A ten-year food safety study released by the U.S. Food and Drug Administration (FDA) in late October indicates that food safety managers (FSMs) at restaurants, grocery stores, and other retailers significantly improve their establishments’ compliance with food safety standards in a number of key areas.
Having a food safety manager on site allows you a lot more control.
— Jon Trelfa, Trelfa Labs
The study, which showed industry-wide improvement in meeting food safety standards from 1998 to 2008, focused on five risk factors: food from unsafe sources, poor personal hygiene, inadequate cooking, improper holding of food, and contaminated food surfaces and equipment. Full service restaurants employing a certified FSM achieved 70 percent compliance with safety standards in these categories, compared to 58 percent compliance in restaurants without FSMs. Delicatessens with FSMs had a 79 percent compliance rate, compared to 64 percent without them.
“In looking at the data, it is quite clear that having a certified food protection manager on the job makes a difference,” said Michael R. Taylor, FDA Deputy Commissioner for Foods, in a news release. “Some states and localities require certified food protection managers already, and many in the retail industry employ them voluntarily as a matter of good practice. We think it should become common practice.”

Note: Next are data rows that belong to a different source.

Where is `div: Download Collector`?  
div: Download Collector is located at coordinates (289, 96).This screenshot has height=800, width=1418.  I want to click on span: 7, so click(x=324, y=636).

Jon Trelfa, president of Trelfa Labs, a Massachusetts-based food safety consultancy, said that businesses without certified FSMs must rely on third-party auditors to check the safety of supplies. “Having a food safety manager on site allows you a lot more control,” he said. “The large retailers like Wal-Mart and McDonald’s have already gotten these guys in place, as have some of the larger grocery chains. A lot of the smaller retailers still rely on ‘When something comes in, I look at it, and if it seems good, I put it on the shelves.’ But we’re starting to see the understanding of the importance of FSMs trickle down.”